They wouldn’t strictly be p-zombies, because by definition, p-zombies display behaviour indistinguishable from non-zombies. Instead, Camp 1 people notably talk about consciousness differently from Camp 2 — as one would expect if they have different experiences of their own consciousness, or none at all.
So Camp 1 are just ordinary zombies.
ETA: It’s not just you and me. Some actual psychologists have speculated that grand psychological theories are nothing more than accounts of their creators’ subjective experiences of themselves. Radical behaviourists are the ones without such experience. I don’t have easily findable references, but I just found a mention of this book, whose title is suggestive: “Psychology’s Grand Theorists
How Personal Experiences Shaped Professional Ideas”.
Wait a second! I think you are onto something. What if it’s Camp 2 people who are p-zombies? Lacking the ability to experience things but pretending that they do, they overcompensate with singing dithyrambs to qualia and subjective experience, proclaiming its obvious fundamentality due to how awesome the experience alledgedly is!
While regular people who have consciousness, notice that while it’s curious and an obvious starting point for epistemology, after some amount of evidence it becomes very likely that the same material laws that works for everything else works for consciousness as well and that it will be eventually explained by matter interactions.
This probably isn’t the case, but I secretly wonder if the people in camp #1 are p-zombies.
They wouldn’t strictly be p-zombies, because by definition, p-zombies display behaviour indistinguishable from non-zombies. Instead, Camp 1 people notably talk about consciousness differently from Camp 2 — as one would expect if they have different experiences of their own consciousness, or none at all.
So Camp 1 are just ordinary zombies.
ETA: It’s not just you and me. Some actual psychologists have speculated that grand psychological theories are nothing more than accounts of their creators’ subjective experiences of themselves. Radical behaviourists are the ones without such experience. I don’t have easily findable references, but I just found a mention of this book, whose title is suggestive: “Psychology’s Grand Theorists How Personal Experiences Shaped Professional Ideas”.
Wait a second! I think you are onto something. What if it’s Camp 2 people who are p-zombies?

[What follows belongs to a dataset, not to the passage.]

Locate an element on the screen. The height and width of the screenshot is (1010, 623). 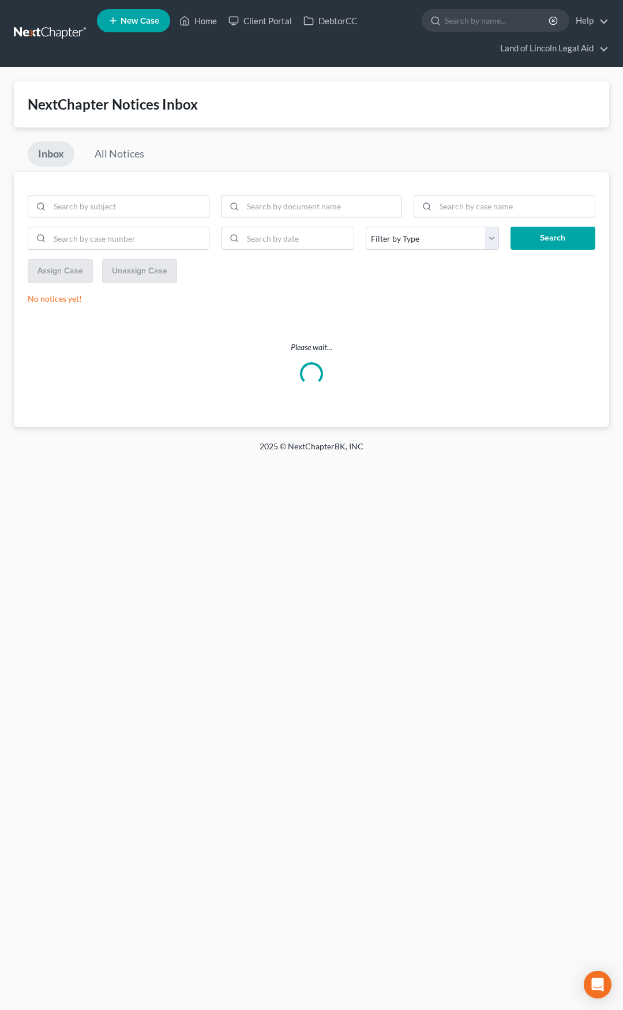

Lacking the ability to experience things but pretending that they do, they overcompensate with singing dithyrambs to qualia and subjective experience, proclaiming its obvious fundamentality due to how awesome the experience alledgedly is!

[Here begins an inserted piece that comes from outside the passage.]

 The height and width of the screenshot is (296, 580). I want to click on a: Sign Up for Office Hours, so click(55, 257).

While regular people who have consciousness, notice that while it’s curious and an obvious starting point for epistemology, after some amount of evidence it becomes very likely that the same material laws that works for everything else works for consciousness as well and that it will be eventually explained by matter interactions.
Joking, of course.
See this comment and my ongoing discussion with Carl Feynman.